Is your marketing stuck in stock photography hell?

Stop using boring stock photo cliches on your website and marketing materials with these ways to break out of stock photo hell.
A cartoon devil wearing a camera around its neck and giving a thumbs up. Background: Bee Digital Marketing colours

What have these images all got in common?

‘Laughing teacher leaning over student at desk.’

‘Happy kids of all ethnicities leaping into the air as one.’

‘Classroom of well-behaved children quietly getting on with their work.’

They’re all stock photographs.

And they’re all fake.

Marketing is a hungry beast. And stock photography is fast food.

At Bee Digital we’re always making things, writing things, and coding things.

Every campaign demands imagery of some form. Our clients’ market is schools and educators which probably means, at some point, someone’s going to want to show a picture of a classroom.

The challenge is how to best to do that.

Bee Digital Marketing showing four examples of boring stick imagery from classrooms
Lovely stock photos but they're not fooling anyone.

Say NO to stock photography (most of the time)

It’s easy to default back to costly, dull generic stock photos instead of thinking of a more creative/unique approach to tell your story.

The problem with stock photography is it limits the impact of your marketing. It doesn’t tell YOUR story; it merely reflects it.

By all means consider photos if they are a) users with your product in a real life setting or b) social media user generated type images and video.

In the same way we think you should build your own email list not buy one, we believe owning your own image library will add unassailable value to your marketing.

Stock should be your last call, not your first.

Stock photography cliche of a classroom
An example of a cliched stock photograph of a classroom from Bee Digital Marketing

Alternatives to stock photography

Create your own image archive

Commission a photographer to visit a couple of your school customers and take loads of natural looking photos/videos of teachers and pupils using your product.

Budget £500-2000 and you’ll end up with a bank of unique school photo and video stock to last you ages.

But remember images of children require permission due to safeguarding, so consult with the school’s photography policy before booking anything.

Get authentic images

If your budget doesn’t stretch to hiring professional photographers then visit your school customers and use your mobile phone for quick interviews, on the go videos, and your product being used.

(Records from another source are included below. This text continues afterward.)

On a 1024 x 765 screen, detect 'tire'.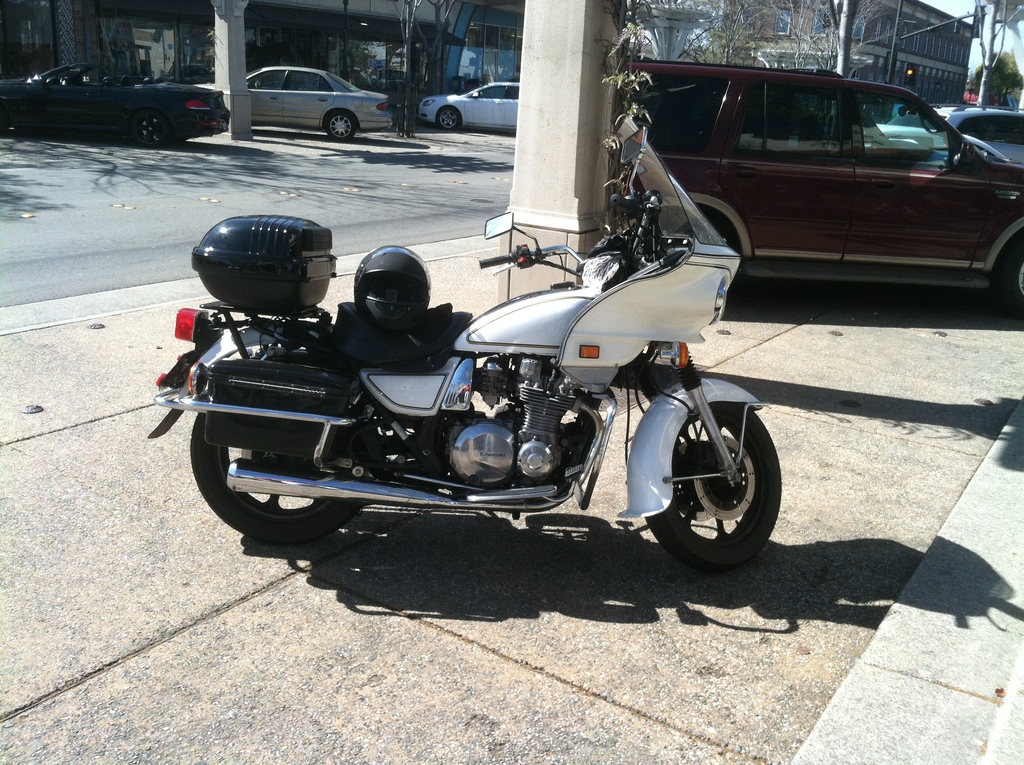
x1=1, y1=95, x2=22, y2=135.
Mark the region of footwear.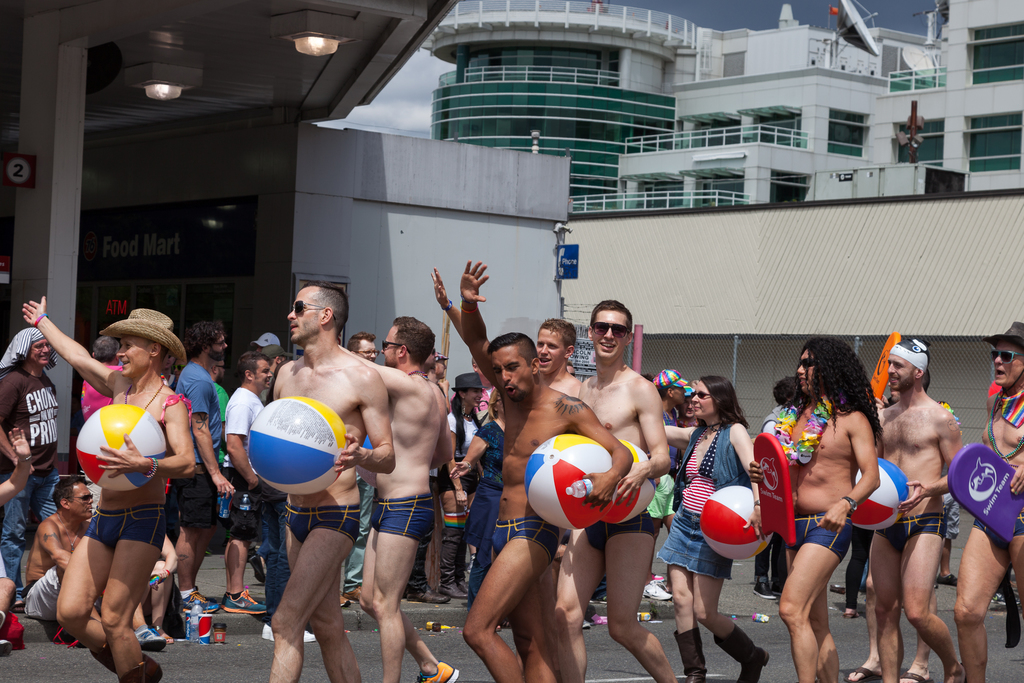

  • Do kids make things with your product? Photograph their finished projects and ask them all about it on video.
  • Are teachers using your product to record data? Sit with them while they’re on it and ask them to explain how they use it day to day.

The power of an authentic video will trump a glossy high end video on social media.

Reach out to your community

Do parents communicate with the school using your app? Is your curriculum software used at home as well as school?

Ask your parent users to upload video of them using your product to their Instagram, Twitter, or Facebook feeds with a special hashtag.

Then approach them to use share their video with the rest of your userbase (with appropriate permission and attribution, of course).

User generated content is extremely compelling. Your product being used, unfiltered and raw, is as far away from boring stock photography as you can get.

So gather as much as you can.

Is a stock photograph the only option?

Stock has its place if used well and in support of the story you want to tell.

But consider using alternate image types to narrate your story, in surprising or quirky ways, with illustrations.

When building your adverts or landing pages do A/B testing on variations using abstract images, illustrations, and photographic images.

Bonus idea: Give it a first-person touch

Did you know that if you show a hand touching your product from a first-person perspective, people are more likely to buy it?

It’s so simple and makes perfect sense, right?

If users spend 2.5 seconds with a Facebook ad they view via desktop, and 1.7 seconds on mobile, with only 0.25 seconds of exposure needed to recall what the content is, then putting your product into context is key.

The reason is psychological: we see the hand as our own hand and we associate this with ownership; adding value to the product.

Thomas McKinlay explains the impact of using hands this way in ads which is based on experimental findings:

“[People] Who saw a GIF of a hand touching (vs laying next to) a sweater, liked the sweater 9.4% more, were 16.3% more likely to buy it, and were willing to pay 14% more for it.”

So if you’re commissioning photography or snapping your own shots get some with your product being handled:

✋ The ad must be from a first-person POV, giving the impression it’s the viewer’s hand.
✋ The hand must touch or interact with the product in a natural way.
✋ It doesn’t need to exactly match the viewer’s hand; it can belong to a different gender, skin tone, or it can even be animated.

Ultimately the aim of your landing page/Ad and what would best convey your message to your target audience should guide what sort of media/imagery you choose.